This exhibition was comprised of photography (133 photographs), documents, ground plans, period material, sculpture and a doctoral dissertation published and inaugrated at the opening. A large installation entitled Kaisersaal was built by the artist in the museums ruined hall, known as the Kaisersaal or Emperors Hall.

The installation reconstructed the interior space of the Goebbels Bunker (located beneath the Memorial to the Murdered Jews of Europe). It was built  and lit solely out of discarded and neglected objects (including light fittings) found in the cellar and attic rooms of the museum together with objects found on the memorial site in 1998 during excavations (thus prior to construction of the now existing Memorial to the Murdered Jews of Europe). The installation reproduced the ground plans of the bunker in life size ie. 1:1.

The Kaisersaal was originally a ballroom for the officers of the Prussian Army and a meeting place for the military. In WWI it was used as a military hospital. Following its bombing in 1945, the hall (with its make-shift repairs) was rarely used and still retains all of the traces of the blast. In January 1966, the exhibition mounted to accompany the Auschwitz trials held in Frankfurt, was exhibited in this very space.

This installation was the very last exhibition to take place in the ruined Kaisersaal Following extensive building the Museum fuer Fotografie was reopened in 2009 as a standard exhibition space or white cube.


The required result is each line of the entries below containing the string "front".

(INFORMATION SHOWN Opens)

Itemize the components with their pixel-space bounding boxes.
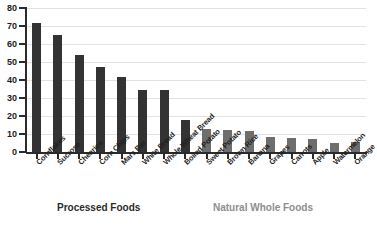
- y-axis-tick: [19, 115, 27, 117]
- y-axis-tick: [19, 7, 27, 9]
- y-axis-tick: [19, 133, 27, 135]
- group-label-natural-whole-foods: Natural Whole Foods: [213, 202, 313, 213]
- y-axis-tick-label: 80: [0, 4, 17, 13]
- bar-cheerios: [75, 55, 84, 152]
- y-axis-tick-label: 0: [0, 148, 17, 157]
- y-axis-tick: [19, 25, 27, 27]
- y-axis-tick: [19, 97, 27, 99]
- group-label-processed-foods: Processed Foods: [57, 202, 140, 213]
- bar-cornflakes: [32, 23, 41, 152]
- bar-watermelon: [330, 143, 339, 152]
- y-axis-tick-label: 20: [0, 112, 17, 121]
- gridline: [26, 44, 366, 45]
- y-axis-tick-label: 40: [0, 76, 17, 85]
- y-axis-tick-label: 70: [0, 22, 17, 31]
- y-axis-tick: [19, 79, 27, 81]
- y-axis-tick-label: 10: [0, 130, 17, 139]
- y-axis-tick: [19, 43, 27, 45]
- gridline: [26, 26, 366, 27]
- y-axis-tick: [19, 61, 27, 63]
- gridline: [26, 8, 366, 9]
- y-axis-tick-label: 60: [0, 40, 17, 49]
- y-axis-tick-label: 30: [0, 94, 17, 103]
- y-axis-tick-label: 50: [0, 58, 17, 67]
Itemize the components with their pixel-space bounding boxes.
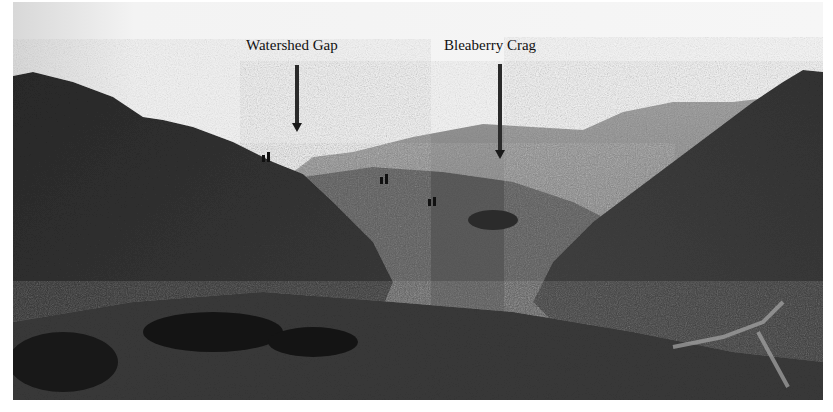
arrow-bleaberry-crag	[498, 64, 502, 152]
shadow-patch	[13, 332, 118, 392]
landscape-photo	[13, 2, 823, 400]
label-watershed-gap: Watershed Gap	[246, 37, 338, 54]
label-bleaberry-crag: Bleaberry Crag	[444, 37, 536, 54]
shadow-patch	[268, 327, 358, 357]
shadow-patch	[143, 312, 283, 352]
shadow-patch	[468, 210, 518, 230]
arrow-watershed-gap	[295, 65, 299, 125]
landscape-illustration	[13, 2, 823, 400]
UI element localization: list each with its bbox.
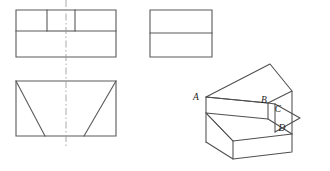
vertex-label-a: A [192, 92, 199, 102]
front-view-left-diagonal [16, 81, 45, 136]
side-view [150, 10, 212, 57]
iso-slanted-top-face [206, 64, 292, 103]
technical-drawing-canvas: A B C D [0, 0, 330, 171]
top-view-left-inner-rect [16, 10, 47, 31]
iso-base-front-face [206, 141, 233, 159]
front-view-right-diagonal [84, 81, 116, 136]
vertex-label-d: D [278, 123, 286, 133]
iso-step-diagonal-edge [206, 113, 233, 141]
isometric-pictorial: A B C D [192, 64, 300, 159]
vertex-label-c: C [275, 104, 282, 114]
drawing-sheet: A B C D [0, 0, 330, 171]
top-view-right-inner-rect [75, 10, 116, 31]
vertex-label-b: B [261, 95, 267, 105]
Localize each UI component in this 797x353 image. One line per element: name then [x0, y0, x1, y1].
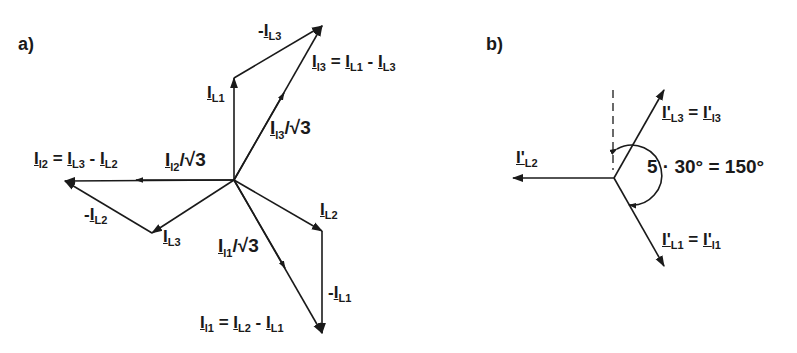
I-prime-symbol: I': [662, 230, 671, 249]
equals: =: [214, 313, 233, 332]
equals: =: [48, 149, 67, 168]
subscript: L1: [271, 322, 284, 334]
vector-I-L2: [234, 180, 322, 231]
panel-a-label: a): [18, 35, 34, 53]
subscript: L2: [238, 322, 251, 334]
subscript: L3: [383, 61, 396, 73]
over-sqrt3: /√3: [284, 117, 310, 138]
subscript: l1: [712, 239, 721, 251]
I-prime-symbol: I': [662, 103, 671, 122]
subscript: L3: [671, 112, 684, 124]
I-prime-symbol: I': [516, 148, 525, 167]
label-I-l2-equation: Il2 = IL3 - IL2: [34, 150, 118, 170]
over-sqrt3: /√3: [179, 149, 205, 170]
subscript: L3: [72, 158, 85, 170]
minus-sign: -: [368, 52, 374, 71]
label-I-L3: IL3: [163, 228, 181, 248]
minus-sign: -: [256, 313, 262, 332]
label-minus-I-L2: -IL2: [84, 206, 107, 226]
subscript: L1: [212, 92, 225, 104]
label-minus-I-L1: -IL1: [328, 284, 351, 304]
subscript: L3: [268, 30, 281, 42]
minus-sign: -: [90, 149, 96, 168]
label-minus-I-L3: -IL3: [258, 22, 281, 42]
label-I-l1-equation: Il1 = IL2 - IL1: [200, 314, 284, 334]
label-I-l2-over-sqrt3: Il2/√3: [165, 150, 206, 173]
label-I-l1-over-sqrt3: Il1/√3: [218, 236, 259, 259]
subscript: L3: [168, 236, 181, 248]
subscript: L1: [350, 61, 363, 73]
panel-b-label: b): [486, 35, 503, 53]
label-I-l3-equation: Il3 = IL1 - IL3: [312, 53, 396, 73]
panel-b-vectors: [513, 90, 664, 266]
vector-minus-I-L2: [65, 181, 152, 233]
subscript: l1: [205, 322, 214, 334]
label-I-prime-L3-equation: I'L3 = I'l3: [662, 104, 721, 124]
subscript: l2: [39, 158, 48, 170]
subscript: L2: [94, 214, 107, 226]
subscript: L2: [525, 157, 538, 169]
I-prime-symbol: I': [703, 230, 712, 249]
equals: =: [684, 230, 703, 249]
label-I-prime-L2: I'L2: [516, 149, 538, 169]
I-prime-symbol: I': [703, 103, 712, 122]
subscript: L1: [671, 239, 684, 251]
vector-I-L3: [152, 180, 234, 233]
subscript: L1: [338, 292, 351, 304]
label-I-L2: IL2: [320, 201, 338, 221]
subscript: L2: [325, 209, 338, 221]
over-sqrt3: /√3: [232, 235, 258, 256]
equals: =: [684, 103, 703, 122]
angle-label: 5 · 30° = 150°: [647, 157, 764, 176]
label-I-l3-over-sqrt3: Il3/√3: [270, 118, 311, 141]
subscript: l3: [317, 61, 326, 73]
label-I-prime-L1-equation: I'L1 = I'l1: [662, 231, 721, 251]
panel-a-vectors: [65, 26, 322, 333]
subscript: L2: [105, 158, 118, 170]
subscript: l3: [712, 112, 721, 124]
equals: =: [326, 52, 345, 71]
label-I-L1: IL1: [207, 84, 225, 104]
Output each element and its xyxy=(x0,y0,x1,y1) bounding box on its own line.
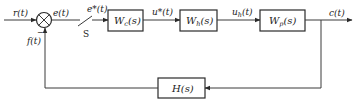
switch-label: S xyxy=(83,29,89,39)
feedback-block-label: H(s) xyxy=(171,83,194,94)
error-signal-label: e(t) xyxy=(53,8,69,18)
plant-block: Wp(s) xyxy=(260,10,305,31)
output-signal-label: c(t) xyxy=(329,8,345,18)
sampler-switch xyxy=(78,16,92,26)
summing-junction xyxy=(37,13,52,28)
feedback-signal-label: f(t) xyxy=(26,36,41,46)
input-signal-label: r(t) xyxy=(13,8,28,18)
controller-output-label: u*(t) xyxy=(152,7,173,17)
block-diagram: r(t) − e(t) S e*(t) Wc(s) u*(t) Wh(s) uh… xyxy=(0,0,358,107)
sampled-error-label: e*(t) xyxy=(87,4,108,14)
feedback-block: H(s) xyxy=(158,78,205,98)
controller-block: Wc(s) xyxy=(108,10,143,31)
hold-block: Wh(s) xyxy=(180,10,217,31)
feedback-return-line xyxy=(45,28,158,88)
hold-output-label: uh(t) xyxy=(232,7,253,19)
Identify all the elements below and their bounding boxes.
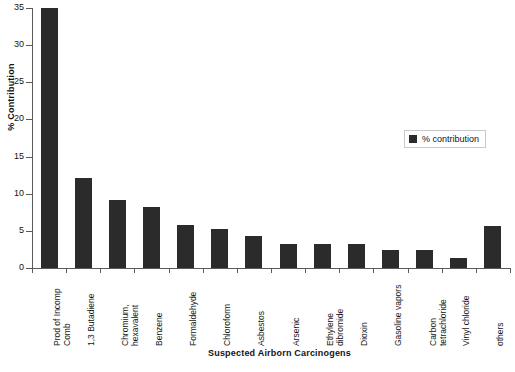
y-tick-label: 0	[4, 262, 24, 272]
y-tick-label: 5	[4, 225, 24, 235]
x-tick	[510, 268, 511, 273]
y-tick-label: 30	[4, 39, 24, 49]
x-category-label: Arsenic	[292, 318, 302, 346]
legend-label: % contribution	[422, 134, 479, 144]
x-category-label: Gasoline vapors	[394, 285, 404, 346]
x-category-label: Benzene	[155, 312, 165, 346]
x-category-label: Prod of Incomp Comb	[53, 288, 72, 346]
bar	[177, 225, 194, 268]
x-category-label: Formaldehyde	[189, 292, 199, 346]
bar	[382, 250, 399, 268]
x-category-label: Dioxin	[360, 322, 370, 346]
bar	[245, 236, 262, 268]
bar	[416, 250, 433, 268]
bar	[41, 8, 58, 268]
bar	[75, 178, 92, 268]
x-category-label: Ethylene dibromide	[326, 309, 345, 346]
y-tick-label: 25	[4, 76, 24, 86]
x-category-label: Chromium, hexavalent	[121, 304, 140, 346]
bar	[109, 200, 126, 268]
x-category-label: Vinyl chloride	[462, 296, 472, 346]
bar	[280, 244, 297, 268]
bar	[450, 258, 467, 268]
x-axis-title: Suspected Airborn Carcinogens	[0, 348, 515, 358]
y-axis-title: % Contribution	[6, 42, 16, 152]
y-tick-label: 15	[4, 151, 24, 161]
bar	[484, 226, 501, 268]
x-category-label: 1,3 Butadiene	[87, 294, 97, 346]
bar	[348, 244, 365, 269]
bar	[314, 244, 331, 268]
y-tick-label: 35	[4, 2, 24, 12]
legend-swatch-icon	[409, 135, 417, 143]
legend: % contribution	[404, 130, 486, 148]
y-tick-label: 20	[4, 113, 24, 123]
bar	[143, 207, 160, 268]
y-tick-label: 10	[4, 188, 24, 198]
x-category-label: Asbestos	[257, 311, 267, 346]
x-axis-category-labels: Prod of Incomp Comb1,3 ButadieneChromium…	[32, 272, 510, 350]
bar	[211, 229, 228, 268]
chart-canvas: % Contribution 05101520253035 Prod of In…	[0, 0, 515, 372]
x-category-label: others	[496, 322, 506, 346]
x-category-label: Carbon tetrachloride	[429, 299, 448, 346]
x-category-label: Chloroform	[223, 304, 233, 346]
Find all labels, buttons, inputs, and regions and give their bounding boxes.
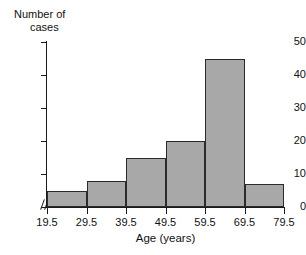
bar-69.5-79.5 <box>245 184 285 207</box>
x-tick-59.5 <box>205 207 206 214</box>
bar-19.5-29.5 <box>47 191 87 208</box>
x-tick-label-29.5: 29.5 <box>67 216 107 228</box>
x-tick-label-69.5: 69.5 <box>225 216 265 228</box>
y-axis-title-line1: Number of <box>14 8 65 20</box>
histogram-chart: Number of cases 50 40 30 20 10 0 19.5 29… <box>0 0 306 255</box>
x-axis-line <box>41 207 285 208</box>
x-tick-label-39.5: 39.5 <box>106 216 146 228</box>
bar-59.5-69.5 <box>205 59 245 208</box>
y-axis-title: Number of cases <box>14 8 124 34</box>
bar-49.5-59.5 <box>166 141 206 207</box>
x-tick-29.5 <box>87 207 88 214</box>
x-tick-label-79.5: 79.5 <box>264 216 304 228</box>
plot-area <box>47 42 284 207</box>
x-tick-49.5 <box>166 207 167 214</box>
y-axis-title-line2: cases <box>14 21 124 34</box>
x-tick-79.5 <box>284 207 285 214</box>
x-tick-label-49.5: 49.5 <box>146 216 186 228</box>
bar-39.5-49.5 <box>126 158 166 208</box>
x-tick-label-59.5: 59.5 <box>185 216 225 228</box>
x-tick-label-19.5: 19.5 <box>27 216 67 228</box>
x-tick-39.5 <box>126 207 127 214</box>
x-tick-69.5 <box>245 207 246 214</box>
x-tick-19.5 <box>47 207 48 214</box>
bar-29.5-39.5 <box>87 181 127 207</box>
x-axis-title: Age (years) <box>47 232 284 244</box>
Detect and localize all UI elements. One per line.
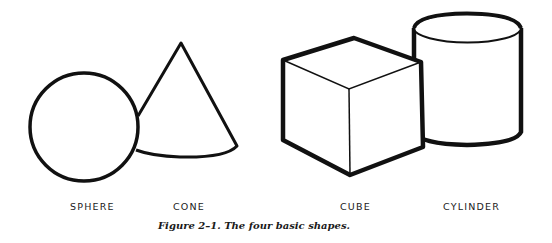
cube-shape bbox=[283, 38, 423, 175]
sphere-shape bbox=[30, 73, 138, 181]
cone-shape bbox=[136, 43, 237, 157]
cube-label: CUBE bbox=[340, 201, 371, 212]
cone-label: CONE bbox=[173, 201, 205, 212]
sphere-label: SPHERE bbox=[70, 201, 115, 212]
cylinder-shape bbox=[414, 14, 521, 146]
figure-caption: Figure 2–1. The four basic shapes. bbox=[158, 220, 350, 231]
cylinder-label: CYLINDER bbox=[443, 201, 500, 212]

(INFORMATION SHOWN Closes)

■ EXERCISE ANSWER:
front-view-left-diagonal [16, 81, 45, 136]
iso-base-front-face [206, 141, 233, 159]
front-view-right-diagonal [84, 81, 116, 136]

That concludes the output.